For PWCA, we set the first frame as the anchor. To reach a
similar processing result, we set ωs,t to 100 for the first frame
and 0.01 for the other frames, so that the exposure and white
balance of the first frame was fixed and propagated to the
others. Both uniform weight ωc and non-uniform weight ωc,x
were tried in this experiment. For uniform weight, we set
ωc = 2 × 103 . For non-uniform weight, we set ωc,x to 104 for
all of the corresponding pixel pairs inside the grey card and
2 × 103 for the others. We measured the angular error [32]
in RGB color space between the mean color of the pixels
inside the grey card of each frame and the first frame. The
plot in Fig. 11(a) shows the angular errors from the first
frame of the original video (Red curve), the video stabilized by
PWCA (Blue curve), the results generated by our method with
uniform weight (Green curve) and non-uniform weight (Dark
Green curve). The second column of Table I is the average
errors over each frame of the original video and the results
generated by PWCA and our method. Both PWCA and our
method performed well, and our method with non-uniform
weight came out slightly ahead.
To assess the benefits of tonal stabilization for white
balance estimation, we conducted a similar experiment to
that presented in [1]; we applied a Grey-Edge family of
algorithms [37] to a video and its stabilization results and compared the performance of white balance estimation. The two
white balance estimation methods chosen assume that some
properties of the scene, such as average reflectance (GreyWorld) or average derivative (Grey-Edge), are achromatic.
We computed the angular error [32] of the mean color inside
the grey card of all frames to the ground truth; the plots of the
estimation error are shown in Figs. 11(b) and (c). The third
and fourth columns of Table I are the average angular errors
of each frame after white balance estimation by Grey-World
and Grey-Edge, respectively.
The grey card restricts that the camera motion during video
shooting should not be large and the camera should not be
very far from the scene; thus, the video used for evaluation
will be relatively simple. On the other hand, PWCA performs
extremely well for large homogeneous regions (grey card).
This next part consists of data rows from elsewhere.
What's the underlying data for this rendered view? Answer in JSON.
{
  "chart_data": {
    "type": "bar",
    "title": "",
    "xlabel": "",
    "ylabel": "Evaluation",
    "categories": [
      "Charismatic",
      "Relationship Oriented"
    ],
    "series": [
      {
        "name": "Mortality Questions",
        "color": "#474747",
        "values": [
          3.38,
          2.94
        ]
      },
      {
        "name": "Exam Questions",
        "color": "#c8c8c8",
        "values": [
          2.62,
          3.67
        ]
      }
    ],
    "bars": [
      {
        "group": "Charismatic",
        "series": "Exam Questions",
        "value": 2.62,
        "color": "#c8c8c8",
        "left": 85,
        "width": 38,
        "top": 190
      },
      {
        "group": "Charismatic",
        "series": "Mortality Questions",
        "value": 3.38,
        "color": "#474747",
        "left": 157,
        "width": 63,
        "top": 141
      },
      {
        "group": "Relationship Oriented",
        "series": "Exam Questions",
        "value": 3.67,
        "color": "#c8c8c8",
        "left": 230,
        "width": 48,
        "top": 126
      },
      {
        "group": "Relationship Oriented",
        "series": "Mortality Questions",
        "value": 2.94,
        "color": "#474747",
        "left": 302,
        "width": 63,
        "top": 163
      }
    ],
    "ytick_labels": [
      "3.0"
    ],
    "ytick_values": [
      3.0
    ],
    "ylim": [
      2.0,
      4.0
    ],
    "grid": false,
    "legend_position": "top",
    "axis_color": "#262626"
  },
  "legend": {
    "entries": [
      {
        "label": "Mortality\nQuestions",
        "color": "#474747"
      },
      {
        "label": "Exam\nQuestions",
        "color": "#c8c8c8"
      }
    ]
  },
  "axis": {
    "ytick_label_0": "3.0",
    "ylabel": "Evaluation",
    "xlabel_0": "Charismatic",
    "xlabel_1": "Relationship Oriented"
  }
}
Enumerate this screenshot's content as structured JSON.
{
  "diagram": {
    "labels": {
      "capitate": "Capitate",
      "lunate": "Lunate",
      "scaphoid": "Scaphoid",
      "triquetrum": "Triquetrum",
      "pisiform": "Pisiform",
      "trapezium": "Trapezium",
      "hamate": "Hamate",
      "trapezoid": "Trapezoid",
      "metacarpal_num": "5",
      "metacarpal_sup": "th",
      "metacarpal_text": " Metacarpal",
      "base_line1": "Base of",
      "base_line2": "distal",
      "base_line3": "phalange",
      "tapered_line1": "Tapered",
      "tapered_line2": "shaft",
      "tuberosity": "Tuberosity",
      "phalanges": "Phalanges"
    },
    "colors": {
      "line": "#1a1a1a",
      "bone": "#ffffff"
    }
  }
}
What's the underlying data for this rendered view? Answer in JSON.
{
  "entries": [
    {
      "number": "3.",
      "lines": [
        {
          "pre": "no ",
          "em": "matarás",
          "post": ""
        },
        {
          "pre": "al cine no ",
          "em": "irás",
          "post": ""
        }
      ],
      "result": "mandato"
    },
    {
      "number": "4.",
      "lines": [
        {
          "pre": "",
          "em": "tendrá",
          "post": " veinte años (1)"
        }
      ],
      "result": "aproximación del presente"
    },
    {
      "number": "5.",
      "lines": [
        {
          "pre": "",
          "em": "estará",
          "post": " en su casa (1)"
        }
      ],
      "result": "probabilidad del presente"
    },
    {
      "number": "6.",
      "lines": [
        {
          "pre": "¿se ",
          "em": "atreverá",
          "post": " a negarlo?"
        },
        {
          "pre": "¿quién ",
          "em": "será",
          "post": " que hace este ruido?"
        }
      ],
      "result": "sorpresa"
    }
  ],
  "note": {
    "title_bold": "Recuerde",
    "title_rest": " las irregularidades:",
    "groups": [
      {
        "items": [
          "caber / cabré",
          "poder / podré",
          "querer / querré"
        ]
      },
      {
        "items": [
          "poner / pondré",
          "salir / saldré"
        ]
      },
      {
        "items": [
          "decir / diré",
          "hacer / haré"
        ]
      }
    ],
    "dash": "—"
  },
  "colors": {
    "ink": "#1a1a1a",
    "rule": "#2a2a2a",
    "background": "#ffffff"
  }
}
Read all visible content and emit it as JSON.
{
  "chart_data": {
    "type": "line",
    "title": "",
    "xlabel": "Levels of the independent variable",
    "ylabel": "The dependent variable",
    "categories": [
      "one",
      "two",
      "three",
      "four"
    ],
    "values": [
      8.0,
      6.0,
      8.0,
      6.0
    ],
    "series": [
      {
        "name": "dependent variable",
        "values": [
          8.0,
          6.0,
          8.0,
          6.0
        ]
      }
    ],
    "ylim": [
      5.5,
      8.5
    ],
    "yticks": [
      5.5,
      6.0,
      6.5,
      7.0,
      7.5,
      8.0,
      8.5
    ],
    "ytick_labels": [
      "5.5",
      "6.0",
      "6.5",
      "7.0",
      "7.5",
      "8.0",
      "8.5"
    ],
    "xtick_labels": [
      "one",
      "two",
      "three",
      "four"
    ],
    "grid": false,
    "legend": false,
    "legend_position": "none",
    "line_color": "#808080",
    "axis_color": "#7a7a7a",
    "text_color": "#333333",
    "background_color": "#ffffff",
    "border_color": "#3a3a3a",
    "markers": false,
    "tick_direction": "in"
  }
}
These two factors are the reasons why our method only led
PWCA a little in the quantitative evaluations.
C. Comparison
From the discussion above, we find that both PWCA and our
method can generate good results for simple videos. However,
PWCA sometimes does not work well for videos that include
scenes with complex textures or which have sudden camera
shaking. For these cases, it produces a very small robust set
and results in a final output that is not absolutely stable.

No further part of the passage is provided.